Bacon, muffins, tubs of gravy. Coffee.

"Happy Friday!" a handmade sign says. "Yeehaw!! We did it. Thanks again for gettin' done."

The sign's a little misleading. It takes a glance at a lineman's scruffy, sleep-deprived face to understand why.

Good: He and his co-workers restored power to nearly 119,000 homes and businesses since the April 27 storms.

Bad: About 650 places remain dark, nine days after 1,500 workers began The Great Cleanup.

It's simple, really.

"We're here to get the lights back on," says David Handley, a 50-year-old EPB lineman.


Two days earlier, as the bad number hung at 7,500, EPB Construction Manager Greg Phillips stood at the beginning of a problem.

High above a Hixson side street, a tree strangled a once-sturdy pole responsible for providing power to several subdivisions off Ely Road.

Linemen want to get their hands dirty, Phillips said, even when they're relegated to "bird-dogging" - guiding out-of-town contractors from 18 states, supervising electrical work, keeping everybody safe.

That's what made this particular storm so frustrating, Phillips said. Linemen can't get to branch-blocked power lines, especially with "widow makers" - unstable branches - hanging over their heads.

The delays led to plywood signs, according to Phillips: "Where are you, EPB?"

If linemen are the Atlanta Braves, tree removal teams are the grounds crew.

"We can't play without them," Phillips said. "They get us in there."


Most linemen figure people know about their 16- and 24-hour shifts. They're not so sure the official, weeklong breakfast-room count of 200 gallons of coffee would raise many eyebrows.

But they don't think the public is educated on other details: sleeping in trucks, missing "the little local girl" on "American Idol," negotiating fences, avoiding poison ivy, tripping over debris ... and spoiled chicken.

"Power goes out, people throw their trash away," Phillips said. "We smell it."

None of it amounted to a big deal, Phillips said, because the area needed their bucket-truck expertise. He sidled up to Kenny Pearrell, a 40-year-old contractor from Columbus, Ohio, who nodded in agreement.

Pearrell's seen other storms, including Hurricane Katrina in 2005.

"Katrina was bad," he said. "This ranks right up there with it."


EPB linemen make $60,000 to $70,000 a year, according to salary records. The risk justifies the pay, several said.

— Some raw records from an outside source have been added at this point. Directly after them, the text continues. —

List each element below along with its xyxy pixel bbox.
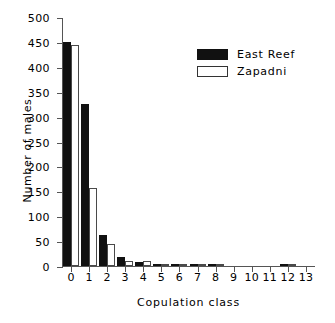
bar-group	[81, 17, 97, 266]
legend-swatch-icon	[197, 66, 228, 77]
y-axis-tick	[57, 43, 62, 44]
bar-zapadni-7	[198, 264, 206, 266]
y-axis-tick-label: 350	[20, 87, 50, 98]
y-axis-tick-label: 400	[20, 62, 50, 73]
y-axis-tick-label: 300	[20, 112, 50, 123]
legend-item: East Reef	[197, 46, 295, 63]
legend-item: Zapadni	[197, 63, 295, 80]
y-axis-tick	[57, 143, 62, 144]
bar-zapadni-12	[288, 264, 296, 266]
y-axis-tick-label: 450	[20, 37, 50, 48]
y-axis-tick-label: 50	[20, 237, 50, 248]
bar-group	[298, 17, 314, 266]
bar-east-reef-3	[117, 257, 125, 266]
bar-east-reef-12	[280, 264, 288, 266]
bar-zapadni-2	[107, 244, 115, 266]
bar-east-reef-7	[190, 264, 198, 266]
legend-label: East Reef	[237, 48, 295, 61]
y-axis-tick	[57, 192, 62, 193]
bar-group	[171, 17, 187, 266]
y-axis-tick	[57, 217, 62, 218]
y-axis-tick	[57, 118, 62, 119]
bar-east-reef-2	[99, 235, 107, 266]
x-axis-title: Copulation class	[52, 296, 325, 309]
bar-zapadni-5	[161, 264, 169, 266]
y-axis-tick-label: 250	[20, 137, 50, 148]
y-axis-tick	[57, 267, 62, 268]
bar-east-reef-8	[208, 264, 216, 266]
bar-zapadni-0	[71, 45, 79, 266]
bar-zapadni-8	[216, 264, 224, 266]
bar-east-reef-5	[153, 264, 161, 266]
y-axis-tick-label: 500	[20, 13, 50, 24]
y-axis-tick	[57, 68, 62, 69]
y-axis-tick-label: 200	[20, 162, 50, 173]
bar-east-reef-4	[135, 262, 143, 266]
bar-group	[153, 17, 169, 266]
y-axis-tick	[57, 242, 62, 243]
bar-zapadni-1	[89, 188, 97, 266]
bar-chart-figure: Number of males 050100150200250300350400…	[0, 0, 335, 323]
y-axis-tick	[57, 167, 62, 168]
bar-east-reef-0	[63, 42, 71, 266]
y-axis-tick-label: 0	[20, 262, 50, 273]
bar-zapadni-6	[179, 264, 187, 266]
bar-zapadni-3	[125, 261, 133, 266]
bar-zapadni-4	[143, 261, 151, 266]
x-axis-line	[62, 266, 315, 267]
chart-legend: East ReefZapadni	[197, 46, 295, 80]
y-axis-tick	[57, 18, 62, 19]
y-axis-tick	[57, 93, 62, 94]
y-axis-tick-labels: 050100150200250300350400450500	[16, 0, 50, 323]
bar-group	[99, 17, 115, 266]
bar-east-reef-6	[171, 264, 179, 266]
bar-group	[135, 17, 151, 266]
bar-group	[117, 17, 133, 266]
y-axis-tick-label: 100	[20, 212, 50, 223]
bar-group	[63, 17, 79, 266]
bar-east-reef-1	[81, 104, 89, 266]
y-axis-tick-label: 150	[20, 187, 50, 198]
x-axis-tick-label: 13	[293, 272, 319, 283]
legend-label: Zapadni	[237, 65, 287, 78]
x-axis-tick-labels: 012345678910111213	[62, 272, 315, 288]
legend-swatch-icon	[197, 49, 228, 60]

On Monday, authorities transported a 32-year-old contractor from Middle Tennessee to Vanderbilt University's burn unit after he touched an energized wire in a tree.

Brian Sarrett, vice president of the Kentucky-based Davis H. Elliot Co. Inc., the company that employed the injured man, said the accident had "unusual circumstances," but declined to elaborate.

The man is expected to make a full recovery and return to work after he gets "graft work" on his fingers, Sarrett said.

Handley, a 10-year EPB veteran and Signal Mountain resident, said safety's always a concern, but this week "you do what you have to do."

He had no idea how many overtime hours he's racked up since beginning work on the estimated $12 million to $15 million power restoration. But he was well aware that he was tired.

"We all realize what the job could do to us," he said. "But when you've been going by a dark place at night and you go by and the lights snap on? You get satisfaction out of that."

Later that day, the "bad" news got better: Fewer than 50 customers remained without power as of Friday evening.